Incorrect or incomplete site definitions

At query time, Coveo for Sitecore uses Sitecore LinkManager and the configured site definitions to recompute clickable URIs. Therefore, ensure that all CD servers have accurate and consistent site definitions.

Tip

Set the Coveo log level to DEBUG to review the site resolution process for a specific item using its Sitecore Item ID.

Site resolution process logs | Coveo for Sitecore

The following sections present some common site definition issues that can lead to unexpected clickable URI host names at query time.

Database/index targeting issues

If clickable URIs generated at query time target the wrong database, verify that the corresponding site definition specifies the correct database attribute value. The Coveo Search Resources rendering injects a <div class="CoveoForSitecoreContext"> element into the HTML of the search page. This element includes a data-sc-item-uri attribute that indicates the database serving the content.

Example:

... data-sc-item-uri="sitecore://web/{444B1C8C-0348-4440-8089-AD7C1C902D4F}?lang=en&amp;ver=2" ...

If this value is incorrect, verify that:

Tip

Use separate indexes and site definitions for each deployment environment (for example, development, staging, and production) to avoid issues and confusion.

Multiple hostName values without a single targetHostName

If a <site> element defines multiple hostName values (using wildcards (*) or pipes (|)):

  • The <site> element must define a single targetHostName value.

  • The targetHostName value must not contain wildcards or pipes.

Otherwise, Sitecore cannot determine which host name to apply to generated item URLs.

Note

Coveo for Sitecore logs a warning when a site definition contains multiple targetHostName values.

Warning shown by Coveo for Sitecore for multi TargetHostName sites | Coveo for Sitecore 5

Also ensure that the Rendering.SiteResolving setting is set to true.

Single-level inheritance in site definitions

Sitecore supports site definition inheritance through the inherits attribute. However, inheritance applies only one level deep.

For example, consider the following site definitions.

<site name ="site2" inherits="site1" hostName ="test.com" targetHostName="test.com" ... />
<site name ="site1" inherits="website" rootPath="/sitecore/content" ... />
<site name ="website" hostName="example.com" targetHostName="example.com" rootPath="/sitecore/content" startItem="/home" ... />

In this configuration:

  • site2 inherits rootPath from site1.

  • site2 does not inherit startItem from website.

As a result, an item under /sitecore/content/home resolves to <site1>, not <site2>, and its clickable URI uses example.com.
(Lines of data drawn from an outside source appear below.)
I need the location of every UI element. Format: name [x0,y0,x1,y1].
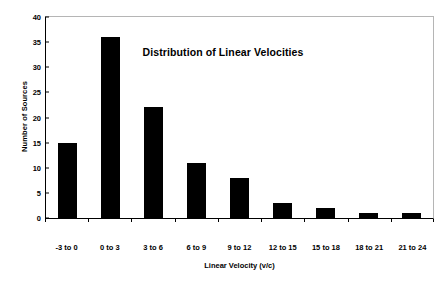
x-axis-tick-mark-cell [261,219,304,223]
x-axis-tick-label: 15 to 18 [304,243,347,252]
bar [402,213,420,218]
x-axis-tick-mark-cell [391,219,434,223]
x-axis-tick-mark [88,219,89,222]
x-axis-tick-mark [218,219,219,222]
x-axis-tick-mark [391,219,392,222]
chart-title: Distribution of Linear Velocities [143,46,304,58]
y-axis-tick-label: 0 [1,214,46,223]
x-axis-tick-mark-cell [348,219,391,223]
bar [230,178,248,218]
y-axis-tick-label: 40 [1,13,46,22]
x-axis-tick-mark [261,219,262,222]
y-axis-tick-label: 25 [1,88,46,97]
x-axis-tick-mark-cell [45,219,88,223]
bar [144,107,162,218]
x-axis-tick-mark-cell [218,219,261,223]
y-axis-tick-label: 5 [1,188,46,197]
bar [58,143,76,218]
bar-cell [390,17,433,218]
x-axis-tick-mark [348,219,349,222]
x-axis-title: Linear Velocity (v/c) [45,261,434,270]
y-axis-tick-label: 35 [1,38,46,47]
x-axis-tick-mark-cell [175,219,218,223]
bar [187,163,205,218]
x-axis-tick-mark [131,219,132,222]
x-axis-tick-mark-cell [304,219,347,223]
x-axis-tick-mark-cell [131,219,174,223]
x-axis-tick-mark [45,219,46,222]
x-axis-tick-mark [175,219,176,222]
x-axis-tick-label: 3 to 6 [131,243,174,252]
x-axis-tick-label: 9 to 12 [218,243,261,252]
y-axis-tick-label: 10 [1,163,46,172]
bar-cell [304,17,347,218]
y-axis-tick-label: 20 [1,113,46,122]
bar [359,213,377,218]
bar-cell [347,17,390,218]
x-axis-tick-mark [304,219,305,222]
x-axis-tick-label: 12 to 15 [261,243,304,252]
bar [101,37,119,218]
bar [316,208,334,218]
bar-cell [46,17,89,218]
x-axis-ticks [45,219,434,223]
x-axis-tick-label: 18 to 21 [348,243,391,252]
y-axis-tick-label: 15 [1,138,46,147]
x-axis-tick-mark [433,219,434,222]
x-axis-tick-label: -3 to 0 [45,243,88,252]
x-axis-tick-label: 21 to 24 [391,243,434,252]
x-axis-tick-mark-cell [88,219,131,223]
bar [273,203,291,218]
x-axis-tick-labels: -3 to 00 to 33 to 66 to 99 to 1212 to 15… [45,243,434,252]
x-axis-tick-label: 6 to 9 [175,243,218,252]
chart-figure: Number of Sources 0510152025303540 Distr… [0,0,446,281]
x-axis-tick-label: 0 to 3 [88,243,131,252]
y-axis-tick-label: 30 [1,63,46,72]
bar-cell [89,17,132,218]
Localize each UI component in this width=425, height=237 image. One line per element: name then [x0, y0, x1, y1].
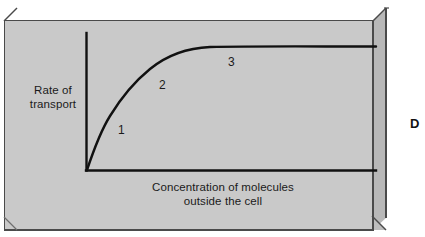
y-axis-label-line2: transport	[30, 98, 76, 110]
panel-corner-bevel-top-left	[3, 7, 21, 23]
y-axis-label: Rate oftransport	[24, 84, 82, 111]
curve-annotation-1: 1	[118, 124, 125, 136]
panel-right-inner-edge	[372, 20, 374, 230]
panel-corner-bevel-bottom-left	[3, 216, 23, 232]
panel-right-outer-edge	[385, 8, 387, 218]
y-axis-label-line1: Rate of	[34, 84, 72, 96]
x-axis-label-line1: Concentration of molecules	[152, 181, 294, 193]
curve-annotation-3: 3	[228, 56, 235, 68]
x-axis-label-line2: outside the cell	[184, 195, 262, 207]
panel-corner-bevel-top-right	[370, 7, 389, 23]
curve-annotation-2: 2	[159, 79, 166, 91]
panel-bottom-edge	[4, 229, 374, 231]
figure-root: Rate oftransport Concentration of molecu…	[0, 0, 425, 237]
panel-corner-bevel-bottom-right	[370, 214, 390, 232]
x-axis-label: Concentration of moleculesoutside the ce…	[131, 181, 315, 208]
answer-choice-letter: D	[410, 117, 419, 131]
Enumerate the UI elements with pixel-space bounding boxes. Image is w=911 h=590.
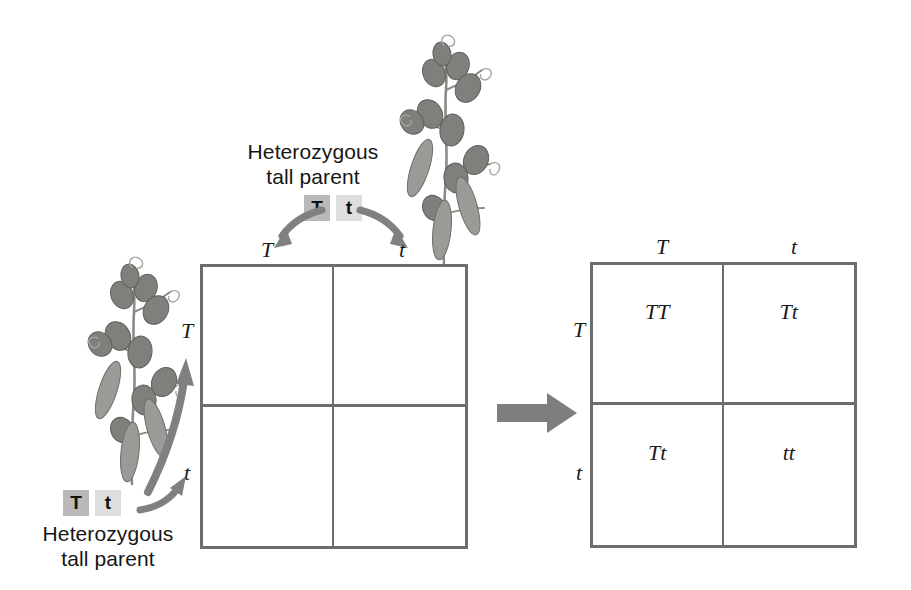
empty-punnett-square[interactable] [200,264,468,549]
blank-square-column-header-2: t [389,237,415,263]
punnett-cell-text: Tt [780,299,798,325]
allele-chip-recessive: t [95,490,121,516]
completed-punnett-square[interactable]: TT Tt Tt tt [590,262,857,548]
filled-square-row-header-2: t [566,460,592,486]
punnett-cell-blank-r0c1[interactable] [334,267,465,407]
filled-square-row-header-1: T [566,317,592,343]
blank-square-column-header-1: T [254,237,280,263]
punnett-cell-filled-r1c0[interactable]: Tt [593,405,724,545]
punnett-cell-filled-r1c1[interactable]: tt [724,405,855,545]
punnett-cell-text: tt [783,440,795,466]
punnett-cell-text: TT [645,299,669,325]
blank-square-row-header-2: t [174,460,200,486]
blank-square-row-header-1: T [174,318,200,344]
punnett-cell-blank-r1c0[interactable] [203,407,334,547]
punnett-cell-blank-r1c1[interactable] [334,407,465,547]
filled-square-column-header-1: T [649,234,675,260]
punnett-cell-blank-r0c0[interactable] [203,267,334,407]
left-parent-genotype: T t [63,490,121,516]
punnett-cell-filled-r0c1[interactable]: Tt [724,265,855,405]
left-parent-caption: Heterozygous tall parent [28,522,188,572]
punnett-cell-filled-r0c0[interactable]: TT [593,265,724,405]
right-block-arrow-icon [497,391,579,435]
punnett-square-diagram: Heterozygous tall parent T t T t [0,0,911,590]
allele-chip-dominant: T [63,490,89,516]
top-parent-caption: Heterozygous tall parent [238,140,388,190]
filled-square-column-header-2: t [781,234,807,260]
punnett-cell-text: Tt [648,440,666,466]
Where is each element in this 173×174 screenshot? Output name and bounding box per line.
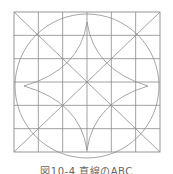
figure-caption: 図10-4 直線のABC [0, 163, 173, 174]
geometric-figure [0, 0, 173, 174]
Other site definition issues

Other site definition problems can cause unexpected clickable URIs, both in Coveo search results and in Sitecore generally. For more information, see the Sitecore documentation on multi-site management.
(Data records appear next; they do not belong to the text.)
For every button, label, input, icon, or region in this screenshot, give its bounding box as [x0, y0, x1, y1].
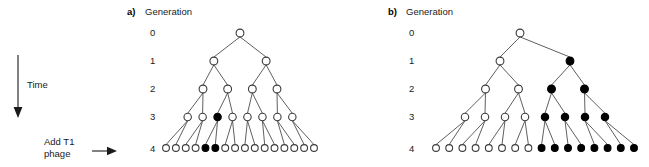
panel-b-edges — [436, 37, 634, 145]
wildtype-cell-node — [224, 85, 232, 93]
wildtype-cell-node — [472, 145, 479, 152]
panel-b-gen-tick-2: 2 — [409, 83, 414, 94]
wildtype-cell-node — [482, 85, 490, 93]
lineage-edge — [515, 121, 525, 145]
lineage-edge — [545, 121, 555, 145]
lineage-edge — [585, 121, 608, 145]
wildtype-cell-node — [516, 29, 524, 37]
panel-b-gen-tick-0: 0 — [409, 27, 414, 38]
time-arrow-head — [14, 107, 23, 118]
lineage-edge — [520, 37, 570, 57]
mutant-cell-node — [565, 145, 572, 152]
panel-a-generation-ticks: 0 1 2 3 4 — [150, 27, 155, 154]
panel-b-generation-header: Generation — [406, 6, 453, 17]
mutant-cell-node — [541, 113, 548, 120]
lineage-edge — [552, 93, 566, 113]
lineage-edge — [166, 121, 188, 145]
wildtype-cell-node — [273, 85, 281, 93]
wildtype-cell-node — [172, 145, 179, 152]
mutant-cell-node — [581, 113, 588, 120]
lineage-edge — [247, 121, 254, 145]
lineage-edge — [605, 121, 634, 145]
wildtype-cell-node — [210, 57, 218, 65]
lineage-edge — [545, 93, 552, 113]
lineage-edge — [585, 121, 594, 145]
panel-b-gen-tick-4: 4 — [409, 143, 414, 154]
wildtype-cell-node — [481, 113, 488, 120]
lineage-edge — [462, 121, 485, 145]
lineage-edge — [176, 121, 188, 145]
lineage-edge — [292, 121, 304, 145]
panel-a-generation-header: Generation — [145, 6, 192, 17]
lineage-edge — [228, 93, 233, 113]
lineage-edge — [585, 93, 606, 113]
mutant-cell-node — [591, 145, 598, 152]
mutant-cell-node — [604, 145, 611, 152]
lineage-edge — [525, 121, 528, 145]
lineage-edge — [218, 93, 228, 113]
lineage-edge — [225, 121, 232, 145]
wildtype-cell-node — [289, 113, 296, 120]
lineage-edge — [252, 93, 262, 113]
panel-a-gen-tick-1: 1 — [150, 55, 155, 66]
wildtype-cell-node — [515, 85, 523, 93]
mutant-cell-node — [202, 145, 209, 152]
panel-b-generation-ticks: 0 1 2 3 4 — [409, 27, 414, 154]
panel-a-gen-tick-4: 4 — [150, 143, 155, 154]
lineage-edge — [500, 37, 520, 57]
wildtype-cell-node — [259, 113, 266, 120]
lineage-edge — [186, 121, 203, 145]
lineage-edge — [505, 93, 519, 113]
wildtype-cell-node — [271, 145, 278, 152]
mutant-cell-node — [601, 113, 608, 120]
wildtype-cell-node — [163, 145, 170, 152]
panel-a-gen-tick-3: 3 — [150, 111, 155, 122]
panel-a-gen-tick-2: 2 — [150, 83, 155, 94]
wildtype-cell-node — [311, 145, 318, 152]
wildtype-cell-node — [242, 145, 249, 152]
mutant-cell-node — [631, 145, 638, 152]
lineage-edge — [277, 93, 292, 113]
lineage-edge — [519, 93, 526, 113]
lineage-edge — [277, 121, 294, 145]
wildtype-cell-node — [244, 113, 251, 120]
wildtype-cell-node — [236, 29, 244, 37]
wildtype-cell-node — [182, 145, 189, 152]
mutant-cell-node — [214, 113, 221, 120]
lineage-edge — [449, 121, 465, 145]
lineage-edge — [188, 93, 203, 113]
wildtype-cell-node — [459, 145, 466, 152]
mutant-cell-node — [548, 85, 556, 93]
lineage-edge — [252, 65, 266, 85]
time-axis: Time — [14, 55, 48, 118]
wildtype-cell-node — [262, 57, 270, 65]
panel-b: b) Generation 0 1 2 3 4 — [388, 6, 637, 154]
lineage-edge — [570, 65, 585, 85]
lineage-edge — [500, 65, 519, 85]
lineage-edge — [605, 121, 621, 145]
wildtype-cell-node — [433, 145, 440, 152]
wildtype-cell-node — [461, 113, 468, 120]
lineage-edge — [240, 37, 266, 57]
lineage-edge — [486, 65, 501, 85]
lineage-edge — [214, 37, 240, 57]
lineage-edge — [233, 121, 236, 145]
wildtype-cell-node — [446, 145, 453, 152]
lineage-edge — [292, 121, 314, 145]
mutant-cell-node — [538, 145, 545, 152]
lineage-edge — [266, 65, 277, 85]
wildtype-cell-node — [261, 145, 268, 152]
wildtype-cell-node — [501, 113, 508, 120]
wildtype-cell-node — [192, 145, 199, 152]
wildtype-cell-node — [229, 113, 236, 120]
lineage-edge — [542, 121, 545, 145]
lineage-figure: Time Add T1 phage a) Generation 0 1 2 3 … — [0, 0, 649, 167]
wildtype-cell-node — [485, 145, 492, 152]
treatment-label-line1: Add T1 — [44, 136, 74, 147]
panel-b-gen-tick-3: 3 — [409, 111, 414, 122]
lineage-edge — [245, 121, 248, 145]
panel-a-nodes — [163, 29, 318, 151]
wildtype-cell-node — [251, 145, 258, 152]
wildtype-cell-node — [199, 113, 206, 120]
panel-a: a) Generation 0 1 2 3 4 — [127, 6, 317, 154]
Recomputation of media item clickable URIs at query time

Sometimes (for example, when the Sitecore instance is hosted in Azure), the MediaManager.GetMediaUrl method may not return the correct host name.

To address this:

  1. Add a <serverUrl> element under <defaultIndexConfiguration> in the Coveo.SearchProvider.Custom.config file to specify the host name to be used in your clickable URIs:

    <defaultIndexConfiguration>
      <serverUrl>https://oursite.com</serverUrl>
  2. Add the following <setting> element under <settings> in the same file:

    <settings>
      <setting name="Coveo.Url.UseServerUrlFromConfiguration" value="true" />
    </settings>

SXA site item clickable URIs

In SXA, site definitions are configured under <SXA_SITE_NAME>/Settings/Site Grouping rather than in configuration files. However, Coveo for Sitecore resolves SXA site item clickable URIs at indexing and query time the same way it resolves non-SXA sites. Therefore, the previously described pitfalls also apply to SXA sites.
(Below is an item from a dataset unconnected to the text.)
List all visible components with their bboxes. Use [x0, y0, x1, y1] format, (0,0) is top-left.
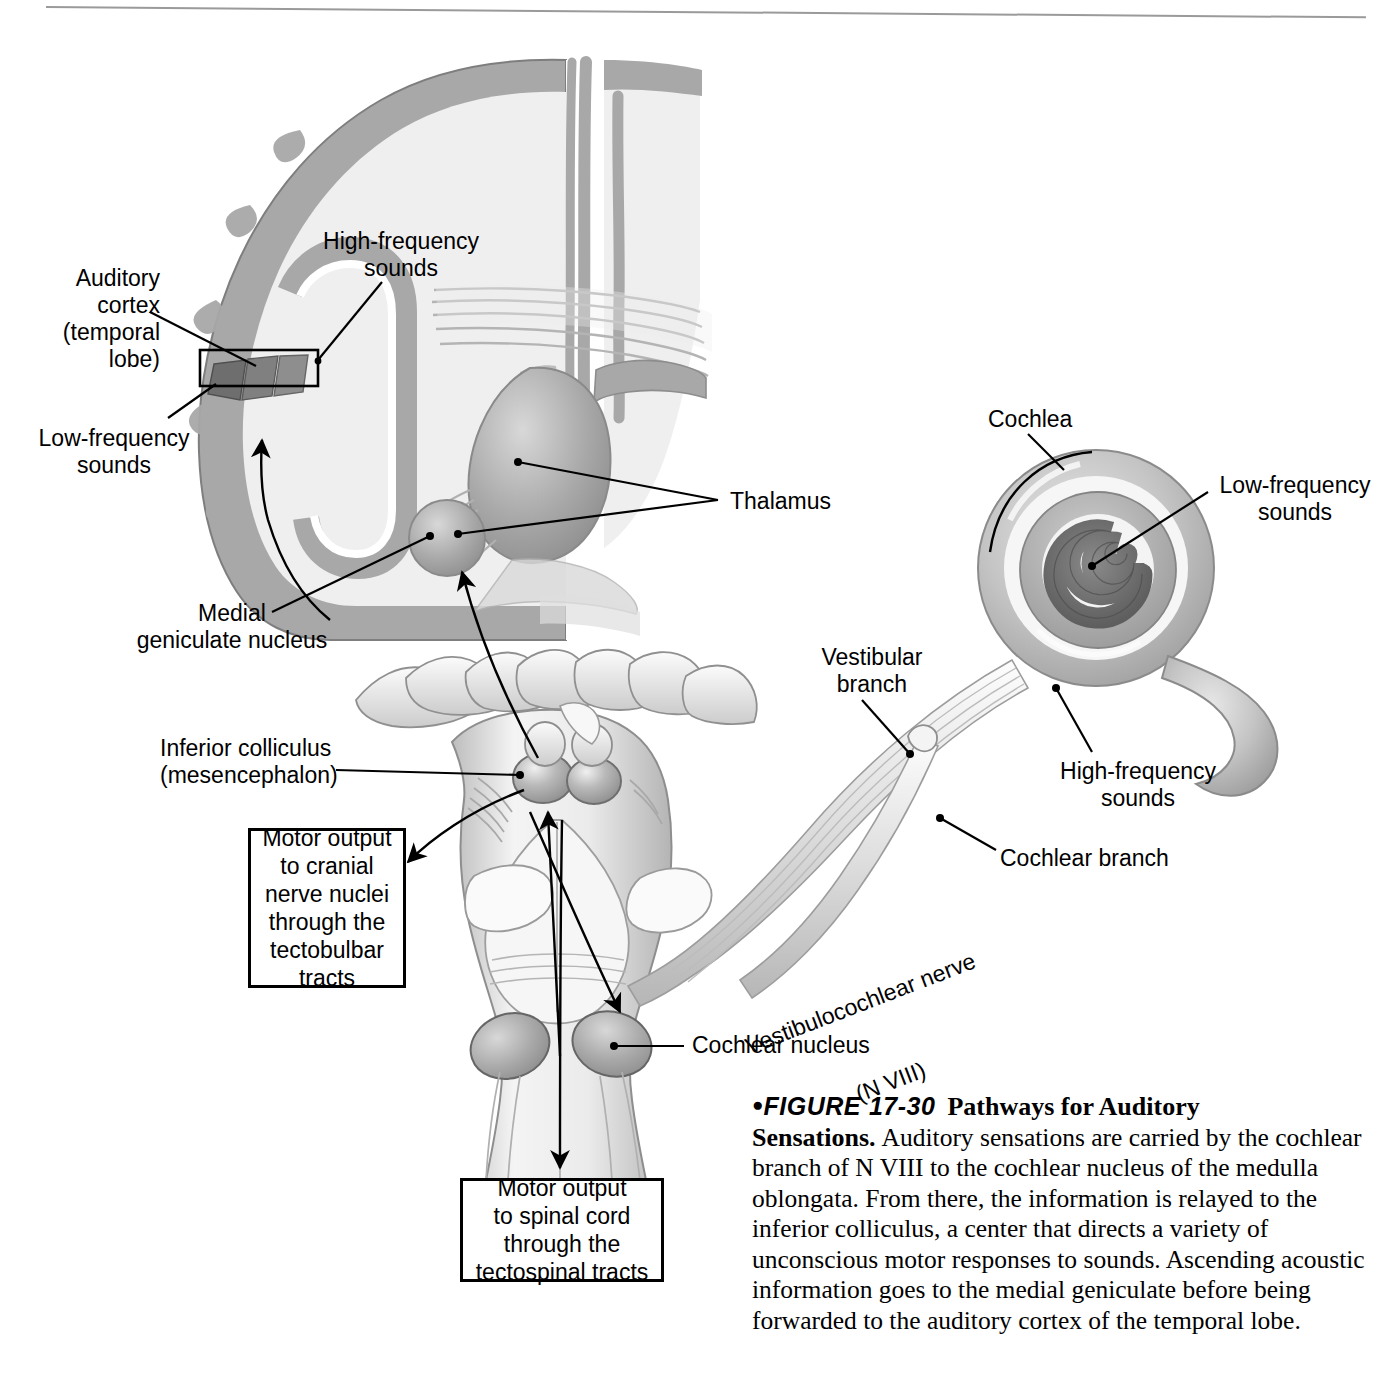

You can use the switchableLinkProvider default link provider or set the Link Provider name site definition field to the sitecore provider. The computed clickable URIs at indexing and at query time will be the same using both providers.

Ensure that you select a Start Item in the SXA site definition (similar to specifying rootPath and startItem in non-SXA site definitions). Also review the Manage multiple sites with the SXA Site Manager article to avoid site conflicts.